4.7 • 4.3K Ratings
🗓️ 11 July 2011
⏱️ 50 minutes
🧾️ Download transcript
Click on a timestamp to play from that location
0:00.0 | Welcome to Econ Talk, part of the Library of Economics and Liberty. I'm your host Russ Roberts |
0:13.9 | of George Mason University and Stanford University's Hoover Institution. Our website is econtalk.org |
0:21.2 | where you can subscribe, find other episodes, comment on this podcast, and find links to |
0:26.5 | another information related to today's conversation. Our email address is mailadicontalk.org. We'd |
0:33.6 | love to hear from you. Today is July 6, 2011, and my guest is Abujiq Banerjee, the Ford Foundation |
0:45.2 | International Professor of Economics at the Massachusetts Institute of Technology. He's a founder |
0:50.6 | of J. Powell, the Abdul-Atif Chamele poverty action lab, and he is a member of the consortium |
0:55.5 | on financial systems and poverty at the University of Chicago. His latest book, co-authored with |
1:01.1 | Esther Duflow, is Poor Economics, Abujiq, Welcome to Econ Talk. Thank you. You're critical of what |
1:08.9 | might be called to extreme views of development and aid. One is associated with Jeffrey Sachs, |
1:13.9 | who argues for large top-down approaches from the outside, and one associated with William |
1:19.6 | Easterly, who argues the most aid from the outside is wasted, and that only a bottom-up internal |
1:25.9 | approach will work. What do you see as being incorrect with these two views? Well, not so much |
1:32.6 | the moral with the top-down, as much as the, let's, that we know the answer to the problem, |
1:44.6 | let's just, any answer to the money. I think more often than not, the problem isn't, isn't to |
1:53.0 | be solved by just putting money in the most conventional way, onto the problem.

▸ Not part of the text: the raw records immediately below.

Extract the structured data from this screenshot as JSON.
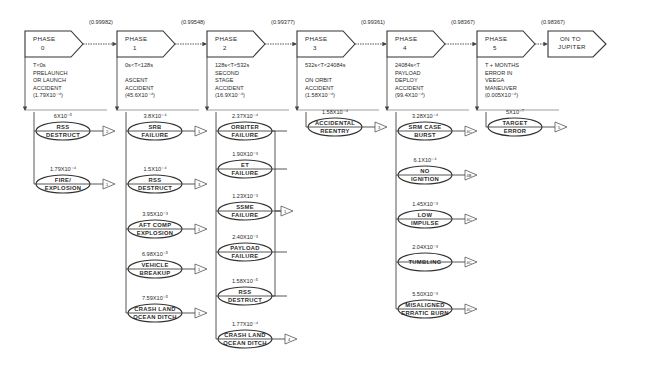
{
  "phases": [
    {
      "id": "phase-0",
      "label_line1": "PHASE",
      "label_line2": "0",
      "reliability": "(0.99982)",
      "desc": [
        "T<0s",
        "PRELAUNCH",
        "OR LAUNCH",
        "ACCIDENT",
        "(1.79X10⁻⁴)"
      ],
      "failures": [
        {
          "prob": "6X10⁻⁵",
          "line1": "RSS",
          "line2": "DESTRUCT",
          "tri": "2"
        },
        {
          "prob": "1.79X10⁻⁴",
          "line1": "FIRE/",
          "line2": "EXPLOSION",
          "tri": "1"
        }
      ]
    },
    {
      "id": "phase-1",
      "label_line1": "PHASE",
      "label_line2": "1",
      "reliability": "(0.99548)",
      "desc": [
        "0s<T<128s",
        "",
        "ASCENT",
        "ACCIDENT",
        "(45.6X10⁻⁴)"
      ],
      "failures": [
        {
          "prob": "3.8X10⁻⁴",
          "line1": "SRB",
          "line2": "FAILURE",
          "tri": "1"
        },
        {
          "prob": "1.5X10⁻⁴",
          "line1": "RSS",
          "line2": "DESTRUCT",
          "tri": "3"
        },
        {
          "prob": "3.95X10⁻³",
          "line1": "AFT COMP",
          "line2": "EXPLOSION",
          "tri": "1"
        },
        {
          "prob": "6.98X10⁻⁵",
          "line1": "VEHICLE",
          "line2": "BREAKUP",
          "tri": "1"
        },
        {
          "prob": "7.59X10⁻⁵",
          "line1": "CRASH LAND",
          "line2": "OCEAN DITCH",
          "tri": "1"
        }
      ]
    },
    {
      "id": "phase-2",
      "label_line1": "PHASE",
      "label_line2": "2",
      "reliability": "(0.99377)",
      "desc": [
        "128s<T<532s",
        "SECOND",
        "STAGE",
        "ACCIDENT",
        "(16.9X10⁻⁴)"
      ],
      "failures": [
        {
          "prob": "2.37X10⁻⁴",
          "line1": "ORBITER",
          "line2": "FAILURE"
        },
        {
          "prob": "1.90X10⁻³",
          "line1": "ET",
          "line2": "FAILURE"
        },
        {
          "prob": "1.23X10⁻³",
          "line1": "SSME",
          "line2": "FAILURE"
        },
        {
          "prob": "2.40X10⁻³",
          "line1": "PAYLOAD",
          "line2": "FAILURE"
        },
        {
          "prob": "1.58X10⁻⁵",
          "line1": "RSS",
          "line2": "DESTRUCT"
        },
        {
          "prob": "1.77X10⁻⁴",
          "line1": "CRASH LAND",
          "line2": "OCEAN DITCH",
          "tri": "4"
        }
      ],
      "group_tri": "1"
    },
    {
      "id": "phase-3",
      "label_line1": "PHASE",
      "label_line2": "3",
      "reliability": "(0.99361)",
      "desc": [
        "532s<T<24084s",
        "",
        "ON ORBIT",
        "ACCIDENT",
        "(1.58X10⁻⁴)"
      ],
      "failures": [
        {
          "prob": "1.58X10⁻⁴",
          "line1": "ACCIDENTAL",
          "line2": "REENTRY",
          "tri": "3"
        }
      ]
    },
    {
      "id": "phase-4",
      "label_line1": "PHASE",
      "label_line2": "4",
      "reliability": "(0.98367)",
      "desc": [
        "24084s<T",
        "PAYLOAD",
        "DEPLOY",
        "ACCIDENT",
        "(99.4X10⁻⁴)"
      ],
      "failures": [
        {
          "prob": "3.28X10⁻⁴",
          "line1": "SRM CASE",
          "line2": "BURST",
          "tri": "4C"
        },
        {
          "prob": "6.1X10⁻⁴",
          "line1": "NO",
          "line2": "IGNITION",
          "tri": "4B"
        },
        {
          "prob": "1.45X10⁻³",
          "line1": "LOW",
          "line2": "IMPULSE",
          "tri": "4C"
        },
        {
          "prob": "2.04X10⁻³",
          "line1": "TUMBLING",
          "line2": "",
          "tri": "4C"
        },
        {
          "prob": "5.50X10⁻³",
          "line1": "MISALIGNED",
          "line2": "ERRATIC BURN",
          "tri": "4C"
        }
      ]
    },
    {
      "id": "phase-5",
      "label_line1": "PHASE",
      "label_line2": "5",
      "reliability": "(0.98367)",
      "desc": [
        "T + MONTHS",
        "ERROR IN",
        "VEEGA",
        "MANEUVER",
        "(0.005X10⁻⁴)"
      ],
      "failures": [
        {
          "prob": "5X10⁻⁷",
          "line1": "TARGET",
          "line2": "ERROR",
          "tri": "5"
        }
      ]
    }
  ],
  "final": {
    "line1": "ON TO",
    "line2": "JUPITER"
  },
  "colors": {
    "ink": "#2a2a2a",
    "line": "#555555",
    "background": "#ffffff"
  }
}
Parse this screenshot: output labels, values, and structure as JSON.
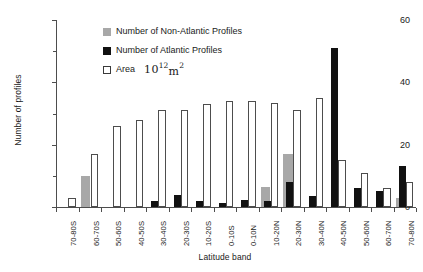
{
  "chart_data": {
    "type": "bar",
    "title": "",
    "xlabel": "Latitude band",
    "ylabel": "Number of profiles",
    "ylim": [
      0,
      60
    ],
    "yticks": [
      0,
      10,
      20,
      30,
      40,
      50,
      60
    ],
    "ytick_labels_major": [
      "0",
      "20",
      "40",
      "60"
    ],
    "grid": false,
    "legend_position": "top-left-inside",
    "annotation": "10¹² m²",
    "categories": [
      "70-80S",
      "60-70S",
      "50-60S",
      "40-50S",
      "30-40S",
      "20-30S",
      "10-20S",
      "0-10S",
      "0-10N",
      "10-20N",
      "20-30N",
      "30-40N",
      "40-50N",
      "50-60N",
      "60-70N",
      "70-80N"
    ],
    "series": [
      {
        "name": "Number of Non-Atlantic Profiles",
        "color": "#a8a8a8",
        "values": [
          0,
          10,
          0,
          0,
          0,
          0,
          0,
          0,
          0,
          6.5,
          17,
          0,
          0,
          0,
          0,
          3
        ]
      },
      {
        "name": "Number of Atlantic Profiles",
        "color": "#111111",
        "values": [
          0,
          0,
          0,
          0,
          1.8,
          3.8,
          1.8,
          1.2,
          2.4,
          1.8,
          8,
          3.5,
          51,
          6,
          5,
          13
        ]
      },
      {
        "name": "Area",
        "color": "#ffffff",
        "values": [
          3,
          17,
          26,
          28,
          31,
          31,
          33,
          34,
          34,
          33.5,
          31,
          35,
          15,
          11,
          6,
          8
        ]
      }
    ]
  },
  "legend": {
    "items": [
      {
        "label": "Number of Non-Atlantic Profiles",
        "swatch": "nonatl"
      },
      {
        "label": "Number of Atlantic Profiles",
        "swatch": "atl"
      },
      {
        "label": "Area",
        "swatch": "area"
      }
    ],
    "annotation_base": "10",
    "annotation_exp": "12",
    "annotation_unit": "m",
    "annotation_unit_exp": "2"
  },
  "axes": {
    "y_title": "Number of profiles",
    "x_title": "Latitude band",
    "y_labels": [
      {
        "value": 60,
        "text": "60",
        "major": true
      },
      {
        "value": 50,
        "text": "",
        "major": false
      },
      {
        "value": 40,
        "text": "40",
        "major": true
      },
      {
        "value": 30,
        "text": "",
        "major": false
      },
      {
        "value": 20,
        "text": "20",
        "major": true
      },
      {
        "value": 10,
        "text": "",
        "major": false
      },
      {
        "value": 0,
        "text": "0",
        "major": true
      }
    ]
  }
}
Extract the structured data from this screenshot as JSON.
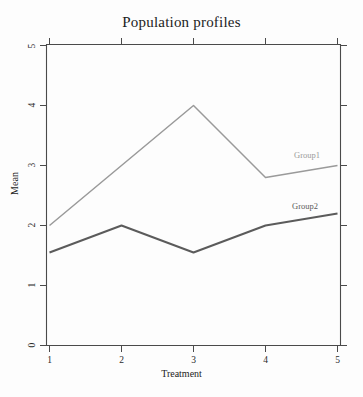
{
  "chart_data": {
    "type": "line",
    "title": "Population profiles",
    "xlabel": "Treatment",
    "ylabel": "Mean",
    "x": [
      1,
      2,
      3,
      4,
      5
    ],
    "categories": [
      "1",
      "2",
      "3",
      "4",
      "5"
    ],
    "xticks": [
      "1",
      "2",
      "3",
      "4",
      "5"
    ],
    "yticks": [
      "0",
      "1",
      "2",
      "3",
      "4",
      "5"
    ],
    "xlim": [
      1,
      5
    ],
    "ylim": [
      0,
      5
    ],
    "grid": false,
    "legend_position": "inline-right",
    "series": [
      {
        "name": "Group1",
        "values": [
          2.0,
          3.0,
          4.0,
          2.8,
          3.0
        ],
        "color": "#9a9a9a",
        "label_text": "Group1"
      },
      {
        "name": "Group2",
        "values": [
          1.55,
          2.0,
          1.55,
          2.0,
          2.2
        ],
        "color": "#5b5b5b",
        "label_text": "Group2"
      }
    ]
  },
  "axes": {
    "title": "Population profiles",
    "x_title": "Treatment",
    "y_title": "Mean"
  },
  "ticks": {
    "x": [
      {
        "label": "1"
      },
      {
        "label": "2"
      },
      {
        "label": "3"
      },
      {
        "label": "4"
      },
      {
        "label": "5"
      }
    ],
    "y": [
      {
        "label": "0"
      },
      {
        "label": "1"
      },
      {
        "label": "2"
      },
      {
        "label": "3"
      },
      {
        "label": "4"
      },
      {
        "label": "5"
      }
    ]
  },
  "labels": {
    "group1": "Group1",
    "group2": "Group2"
  },
  "colors": {
    "group1": "#9a9a9a",
    "group2": "#5b5b5b",
    "axis": "#4a4a4a",
    "background": "#fdfdfd",
    "text": "#1c1c1c"
  }
}
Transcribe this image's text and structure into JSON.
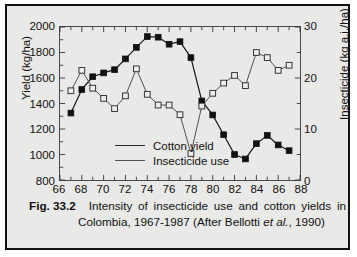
{
  "caption": {
    "figure_number": "Fig. 33.2",
    "line1": "Intensity of insecticide use and cotton yields in",
    "line2_pre": "Colombia, 1967-1987 (After Bellotti ",
    "line2_italic": "et al.",
    "line2_post": ", 1990)"
  },
  "legend": {
    "items": [
      {
        "label": "Cotton yield"
      },
      {
        "label": "Insecticide use"
      }
    ]
  },
  "chart_data": {
    "type": "line",
    "title": "Intensity of insecticide use and cotton yields in Colombia, 1967-1987",
    "xlabel": "",
    "ylabel": "Yield (kg/ha)",
    "y2label": "Insecticide (kg a.i./ha)",
    "xlim": [
      66,
      88
    ],
    "ylim": [
      800,
      2000
    ],
    "y2lim": [
      0,
      30
    ],
    "xticks": [
      66,
      68,
      70,
      72,
      74,
      76,
      78,
      80,
      82,
      84,
      86,
      88
    ],
    "xtick_labels": [
      "66",
      "68",
      "70",
      "72",
      "74",
      "76",
      "78",
      "80",
      "82",
      "84",
      "86",
      "88"
    ],
    "xminor_step": 1,
    "yticks": [
      800,
      1000,
      1200,
      1400,
      1600,
      1800,
      2000
    ],
    "ytick_labels": [
      "800",
      "1000",
      "1200",
      "1400",
      "1600",
      "1800",
      "2000"
    ],
    "y2ticks": [
      0,
      10,
      20,
      30
    ],
    "y2tick_labels": [
      "0",
      "10",
      "20",
      "30"
    ],
    "grid": false,
    "legend_position": "inside-lower-left",
    "x": [
      67,
      68,
      69,
      70,
      71,
      72,
      73,
      74,
      75,
      76,
      77,
      78,
      79,
      80,
      81,
      82,
      83,
      84,
      85,
      86,
      87
    ],
    "series": [
      {
        "name": "Cotton yield",
        "axis": "left",
        "marker": "filled-square",
        "units": "kg/ha",
        "values": [
          1325,
          1510,
          1610,
          1640,
          1665,
          1750,
          1840,
          1925,
          1920,
          1865,
          1885,
          1760,
          1420,
          1310,
          1155,
          1000,
          965,
          1085,
          1150,
          1075,
          1030
        ]
      },
      {
        "name": "Insecticide use",
        "axis": "right",
        "marker": "open-square",
        "units": "kg a.i./ha",
        "values": [
          17.5,
          21.5,
          18.0,
          16.0,
          14.0,
          16.5,
          21.8,
          16.8,
          14.7,
          14.7,
          12.8,
          5.2,
          14.5,
          17.0,
          19.0,
          20.5,
          18.5,
          25.0,
          24.0,
          21.5,
          22.5
        ]
      }
    ]
  }
}
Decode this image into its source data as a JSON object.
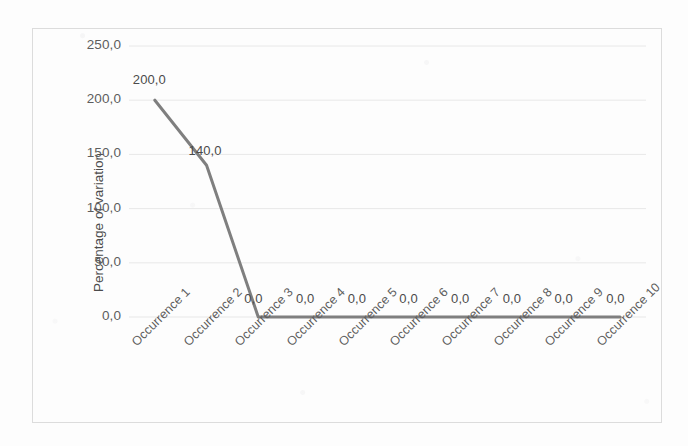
{
  "chart_data": {
    "type": "line",
    "title": "",
    "xlabel": "",
    "ylabel": "Percentage of variation",
    "categories": [
      "Occurrence 1",
      "Occurrence 2",
      "Occurrence 3",
      "Occurrence 4",
      "Occurrence 5",
      "Occurrence 6",
      "Occurrence 7",
      "Occurrence 8",
      "Occurrence 9",
      "Occurrence 10"
    ],
    "values": [
      200.0,
      140.0,
      0.0,
      0.0,
      0.0,
      0.0,
      0.0,
      0.0,
      0.0,
      0.0
    ],
    "data_labels": [
      "200,0",
      "140,0",
      "0,0",
      "0,0",
      "0,0",
      "0,0",
      "0,0",
      "0,0",
      "0,0",
      "0,0"
    ],
    "ylim": [
      0,
      250
    ],
    "ytick_values": [
      250,
      200,
      150,
      100,
      50,
      0
    ],
    "ytick_labels": [
      "250,0",
      "200,0",
      "150,0",
      "100,0",
      "50,0",
      "0,0"
    ],
    "grid": true,
    "legend": false,
    "legend_position": "none",
    "decimal_separator": ",",
    "series_color": "#7f7f7f",
    "gridline_color": "#e8e8e8",
    "border_color": "#dcdcdc",
    "axis_text_color": "#5d5d5d"
  }
}
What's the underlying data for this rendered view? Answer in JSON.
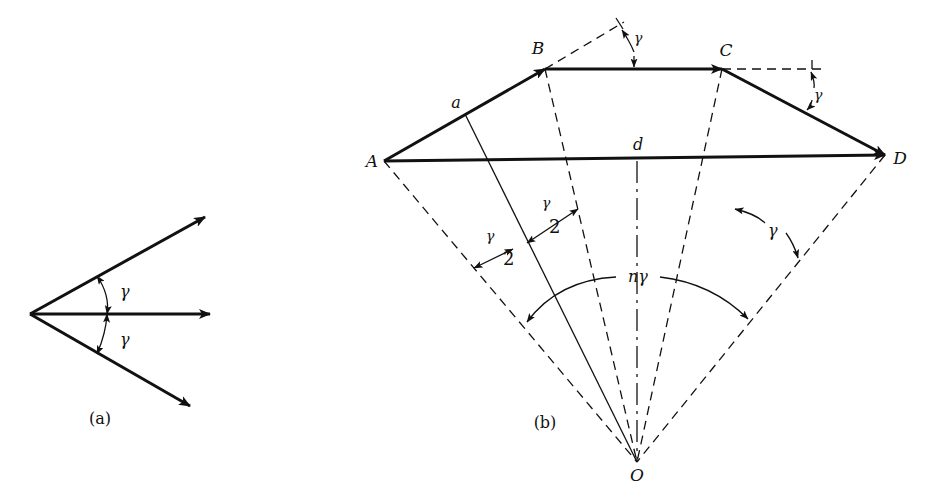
{
  "figure_a": {
    "caption": "(a)",
    "angle_upper": "γ",
    "angle_lower": "γ"
  },
  "figure_b": {
    "caption": "(b)",
    "points": {
      "A": "A",
      "B": "B",
      "C": "C",
      "D": "D",
      "O": "O"
    },
    "segment_labels": {
      "a": "a",
      "d": "d"
    },
    "angle_B": "γ",
    "angle_C": "γ",
    "half_angle_num": "γ",
    "half_angle_den": "2",
    "angle_right": "γ",
    "total_angle": "nγ"
  }
}
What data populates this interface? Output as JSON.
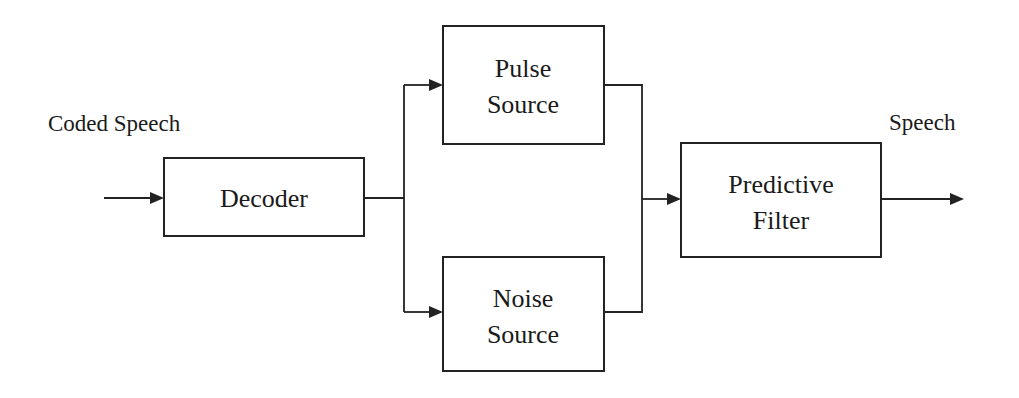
{
  "diagram": {
    "type": "block-diagram",
    "input_label": "Coded Speech",
    "output_label": "Speech",
    "blocks": [
      {
        "id": "decoder",
        "lines": [
          "Decoder"
        ]
      },
      {
        "id": "pulse",
        "lines": [
          "Pulse",
          "Source"
        ]
      },
      {
        "id": "noise",
        "lines": [
          "Noise",
          "Source"
        ]
      },
      {
        "id": "filter",
        "lines": [
          "Predictive",
          "Filter"
        ]
      }
    ],
    "edges": [
      {
        "from": "input",
        "to": "decoder"
      },
      {
        "from": "decoder",
        "to": "pulse"
      },
      {
        "from": "decoder",
        "to": "noise"
      },
      {
        "from": "pulse",
        "to": "filter"
      },
      {
        "from": "noise",
        "to": "filter"
      },
      {
        "from": "filter",
        "to": "output"
      }
    ]
  }
}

You have to |
2:00.0 | think of why the problem is the way it is. I try to understand it, try different solutions out, |
2:08.4 | do the kind of sentimental work that we do in JPL, try out strategies, and then you get to |
2:16.4 | the answer, but that takes a while, and it takes a lot of care, and so it's really not money or |
2:25.4 | no money. It's money, but money on with intelligence. And you argue that one of the most effective, |
2:34.6 | perhaps the only effective way to get that intelligence is through a recent approach that's been |
2:41.0 | taken, sometimes called RCT, randomized control trials in layman's terms, just running experiments |
... |
Please login to see the full transcript.
Disclaimer: The podcast and artwork embedded on this page are from Library of Economics and Liberty, and are the property of its owner and not affiliated with or endorsed by Tapesearch.
Generated transcripts are the property of Library of Economics and Liberty and are distributed freely under the Fair Use doctrine. Transcripts generated by Tapesearch are not guaranteed to be accurate.